Runway Gen-4 Aleph (first-party).
This model gets stronger as the shot becomes more explicit. Give it a subject, a move, a frame, and a mood so the output feels directed instead of guessed.
Best results start with a directed prompt or a strong first frame.
Runway Gen-4 Aleph on Pixio is Runway’s video-to-video and in-context editing model. Transform existing video: add or remove objects, change lighting, restyle the look, generate new camera angles, or create “next shot” continuations—all with text prompts and optional reference images. Max duration per run is typically ~5 seconds at higher credit cost; chain runs for longer edits. Use it when you have footage and want to change its style or content while keeping motion and timing.
Runway Gen-4 Aleph on Pixio is Runway’s video-to-video and in-context editing model. Transform existing video: add or remove objects, change lighting, restyle the look, generate new camera angles, or create “next shot” continuations—all with text prompts and optional reference images. Max duration per run is typically ~5 seconds at higher credit cost; chain runs for longer edits. Use it when you have footage and want to change its style or content while keeping motion and timing.
| Mode | Input | Best for |
|---|---|---|
| Video to Video | Existing video + prompt (± reference image) | Restyle, change lighting, add/remove objects; keep motion |
| In-context edit | Video + prompt (e.g. “next shot”, new angle) | Continuations, new camera angles, guided transformation |
| Option | Values | Notes |
|---|---|---|
| Duration | ~5s per generation (max per run) | Chain multiple runs for longer sequences |
| Credits | Higher per second (e.g. ~15/sec in some plans) | Check Pixio for current rates |
| Reference | Optional image | Restyled first frame or style reference to guide the transform |
Credits depend on duration and plan; Aleph typically costs more per second than image-to-video. Check the model card in Pixio for current rates.
Aleph doesn’t generate from a single still—it takes video in and changes how it looks or what’s in it. Use a text prompt (e.g. “make it look like an oil painting”) or a stylized first frame so the model carries that look through the clip. You can add/remove objects, change lighting, or generate a “next shot” that continues the action. Motion and timing stay intact; only appearance or content changes. Pair with Gen-4 image-to-video for new shots and Gen-4 Upscale for 4K delivery.
| Scenario | Best choice |
|---|---|
| Restyle or edit existing video | Gen-4 Aleph |
| Generate new video from image | Gen-4 (Image to Video) or Gen-4 Turbo |
| Cinema-grade from scratch or keyframe | Seedance 2 Pro |
| Quick draft from image | Kling or Gen-4 Turbo |
| 4K upscale | Gen-4 Upscale |
Start with a strong first frame when consistency matters more than surprise.
Keep each prompt focused on one primary motion direction.
Use shorter runs for iteration, then scale up for finals.
For narratives, structure the idea as Shot 1 / Shot 2 / Shot 3 instead of one flat blob.

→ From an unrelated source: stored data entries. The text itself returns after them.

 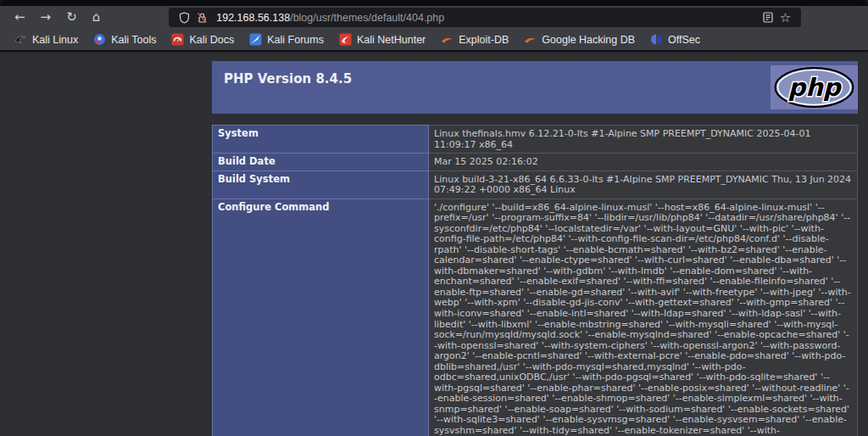 What do you see at coordinates (535, 87) in the screenshot?
I see `phpinfo-header: PHP Version 8.4.5 php` at bounding box center [535, 87].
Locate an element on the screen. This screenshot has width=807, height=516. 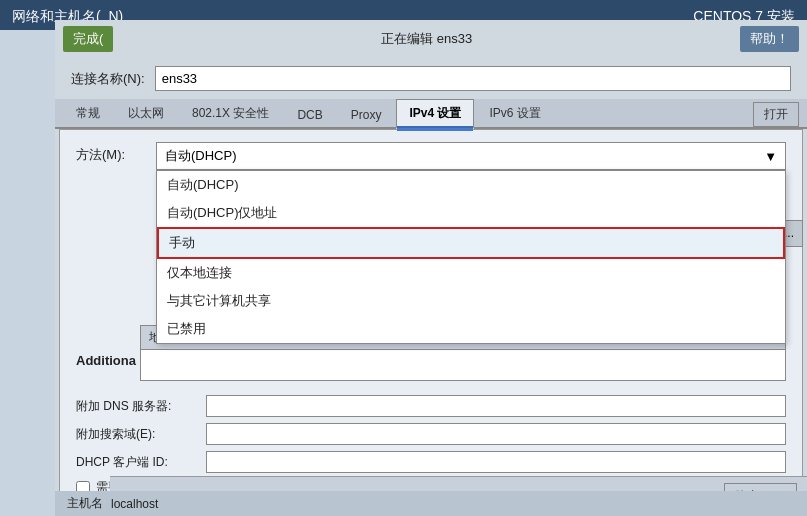
tab-ethernet: 以太网 is located at coordinates (146, 113).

A strong video prompt gives the scene a subject, a move, camera behavior, and a mood to hold onto.
Start from language and push for camera intent, pacing, atmosphere, and shot design in one move.

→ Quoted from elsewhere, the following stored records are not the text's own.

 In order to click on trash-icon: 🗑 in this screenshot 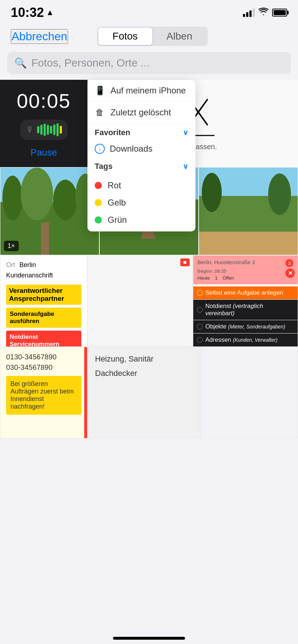, I will do `click(100, 112)`.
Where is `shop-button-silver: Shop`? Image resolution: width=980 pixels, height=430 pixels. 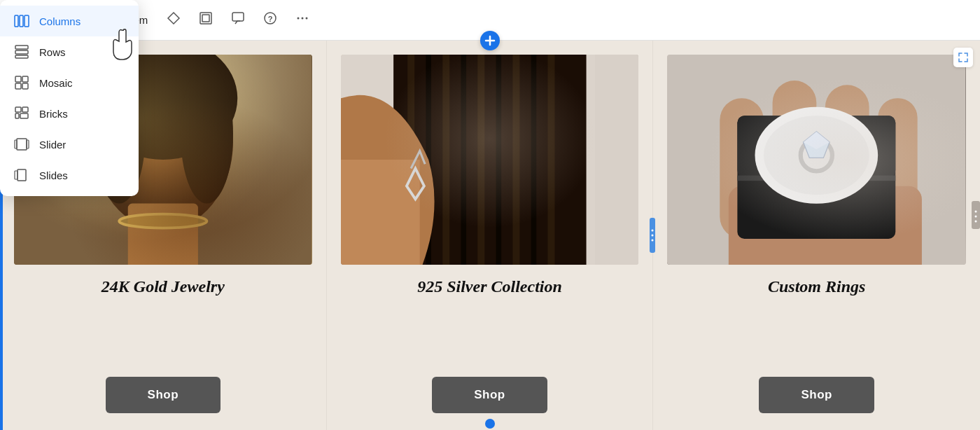
shop-button-silver: Shop is located at coordinates (490, 395).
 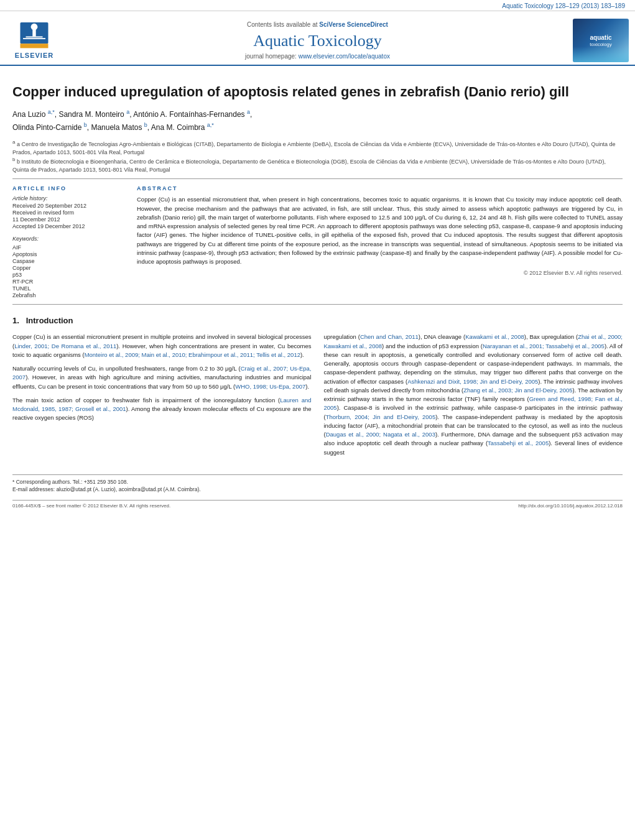 What do you see at coordinates (474, 395) in the screenshot?
I see `intro-para-4: upregulation (Chen and Chan, 2011), DNA …` at bounding box center [474, 395].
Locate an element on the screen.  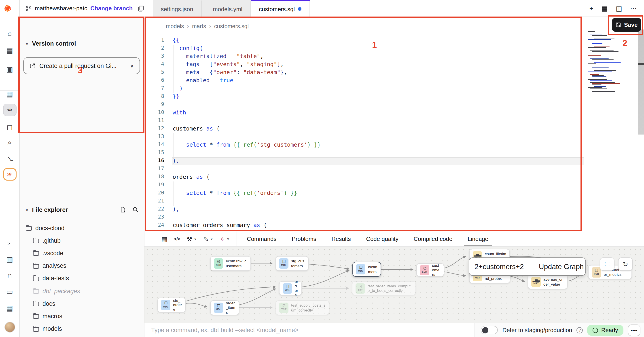
sidebar-projects-icon: ▭ is located at coordinates (10, 291).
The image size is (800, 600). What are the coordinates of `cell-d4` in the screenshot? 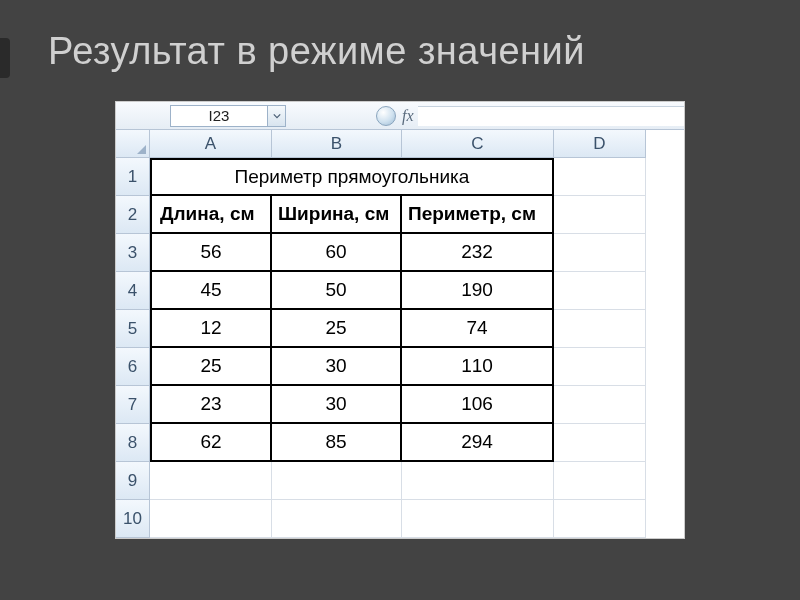 It's located at (600, 291).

Start from a frame or reference when consistency matters more than improvisation.
Continue or refine the clip without throwing away the visual language you already established.
Runway Gen-4 Aleph works well when the prompt needs motion, framing, and visual direction, not just subject matter.

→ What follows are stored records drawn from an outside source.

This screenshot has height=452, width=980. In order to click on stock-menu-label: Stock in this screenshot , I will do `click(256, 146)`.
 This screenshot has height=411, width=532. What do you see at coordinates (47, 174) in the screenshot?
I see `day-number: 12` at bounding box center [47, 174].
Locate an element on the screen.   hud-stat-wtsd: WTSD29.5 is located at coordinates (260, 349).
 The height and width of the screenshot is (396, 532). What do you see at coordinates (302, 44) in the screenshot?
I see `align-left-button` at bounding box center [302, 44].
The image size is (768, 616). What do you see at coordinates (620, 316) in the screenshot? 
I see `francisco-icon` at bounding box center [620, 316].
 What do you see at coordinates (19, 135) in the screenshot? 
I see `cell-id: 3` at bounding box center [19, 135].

Use it for sequences that need a strong first frame, continuity, or a clearly controlled camera idea.
Treat each generation like a shot brief instead of a loose caption to get more cinematic outputs.
Start with either a directed text brief or a strong frame, depending on how locked the look already is.
Write the motion like a director: subject, action, camera behavior, environment, lighting, and tone.
Iterate fast on shorter runs, then move to stronger finals once the rhythm feels right.
Use it to build a stronger first frame, then hand that frame to the video model for motion and continuity.
Pair it with frame extraction, merge tools, or image prep so the motion workflow stays clean end to end.